Root: The Marauder, the fourth expansion for the world’s most popular woodland-themed board wargame, dropped on Kickstarter yesterday, and has raised over $1m in 24 hours – over ten times its initial funding target. The expansion adds two new factions – of rats and badgers – four new Landmarks, and up to 13 new in-game Hirelings (depending on your pledge level), each with their own rules, wooden game pieces, and accoutrements. Creator studio Leder Games says backers can expect their copies of The Marauder in January 2022, while the expansion will release to retailers in Spring 2022. The basic pledge version of The Marauder will cost you $50 / £36.
The Marauder’s two new factions – the Lord of the Hundreds and his rapacious rat invaders, and the relic-coveting, quasi-knightly badger order of the Keepers in Iron – each have their own new mechanics and game pieces, according to Leder Games. These can play off against each other, or mix and match in two-player or multiplayer games with previous factions from the base game, and Riverfolk and Underworld expansions.

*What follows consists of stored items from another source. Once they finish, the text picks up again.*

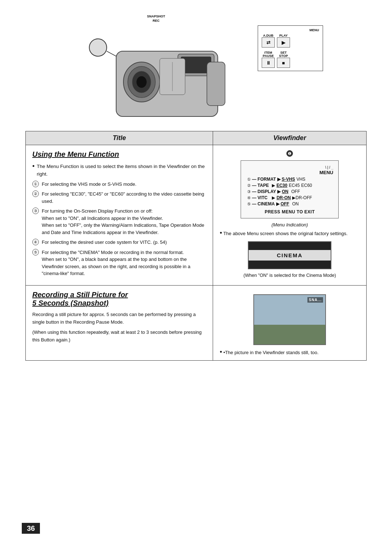 This screenshot has width=392, height=541. Describe the element at coordinates (290, 69) in the screenshot. I see `control-panel: MENU A.DUB ⇄ PLAY ▶` at that location.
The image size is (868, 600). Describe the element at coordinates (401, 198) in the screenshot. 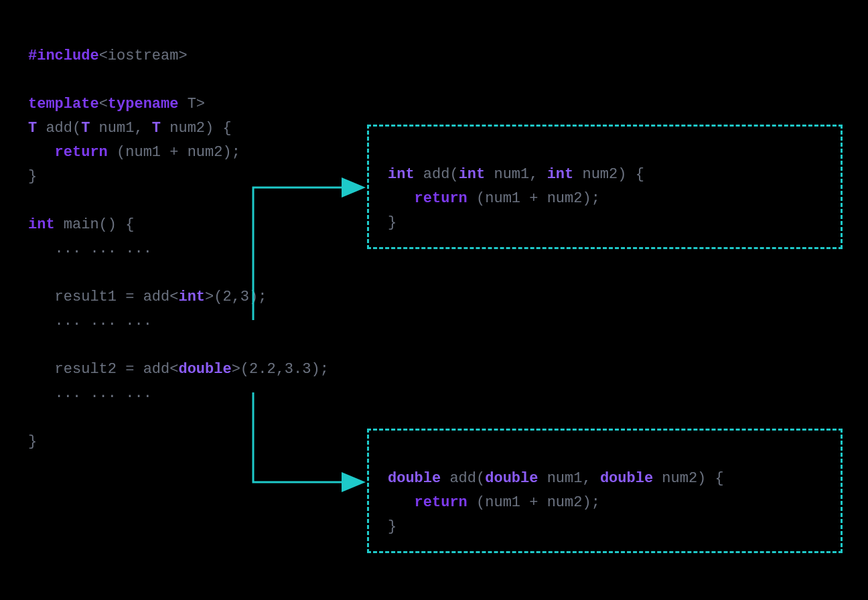

I see `int-indent` at that location.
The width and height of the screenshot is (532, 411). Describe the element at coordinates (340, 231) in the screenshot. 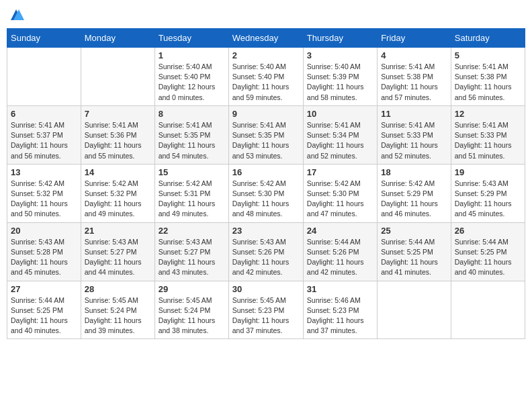

I see `day-number: 24` at that location.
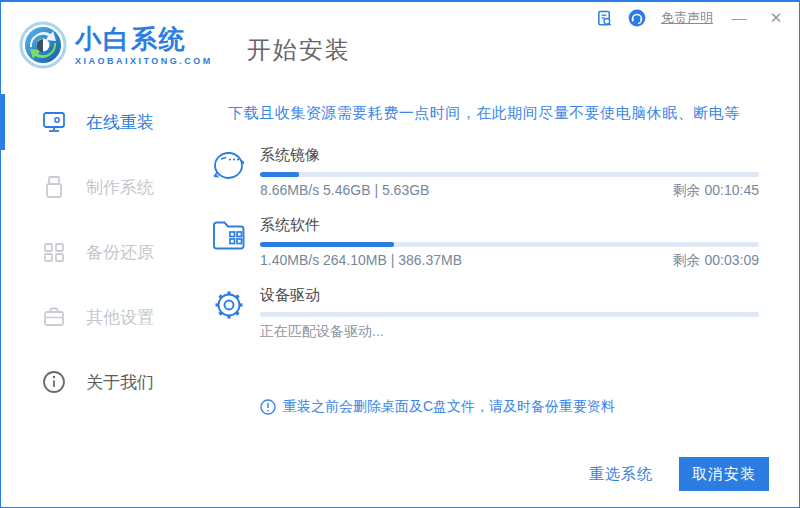 The height and width of the screenshot is (508, 800). I want to click on task-speed-size: 8.66MB/s 5.46GB | 5.63GB, so click(344, 191).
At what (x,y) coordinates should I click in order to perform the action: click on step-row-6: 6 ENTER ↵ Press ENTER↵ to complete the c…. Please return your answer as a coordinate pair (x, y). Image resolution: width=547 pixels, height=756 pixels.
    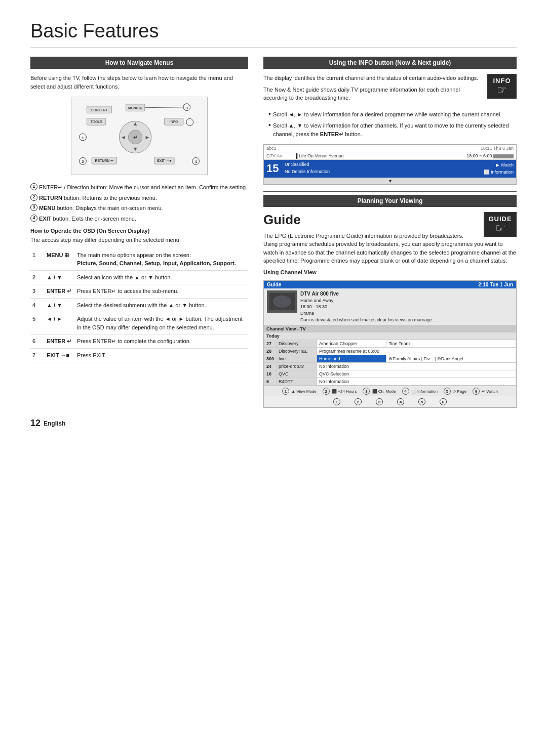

The expansion’s parade of new Hirelings, who can be paid to supplement your furry/feathered forces – including the cats of the Forest Patrol, the boat-borne Riverfolk Flotilla, and a grumpy-looking black bear called The Outcast – as well as several new Landmarks, adding more strategic base-building options to areas of the map.
The second-tier pledge version, at $80 / £57, gets you the other six new Hirelings and a fancy storage box for the expansion’s pieces.
The top banana, at $110 / £78, also nets you the upcoming, new and improved second version of the game’s Clockwork expansion, which adds systems to automate the game’s base factions for coop play.
The Marauder will be the fourth boxed addition to Root since the game first released in 2018. Its first foray, The Riverfolk, followed hot on the main game’s heels in 2018, adding the itinerant boating Riverfolk and Lizard Cult factions.
In 2019, The Underworld added mole and crow factions, a new map, game cards and alternative ‘meeple’ pieces for the Vagabond. The gameplay-automating Clockwork expansion came along in 2020, with an updated version now expected around the same time as The Marauder.
Root also has a digital version playable on PC (and mobile) which, while it can’t capture the full cuteness, has a valiant and very serviceable go – read our Root: Digital edition review to find out more.
Or, if you don’t want to get too square-eyed and would rather stick to the tabletop, we featured Root in our recent guide to the best strategy board games, alongside some other absolute bangers you might like.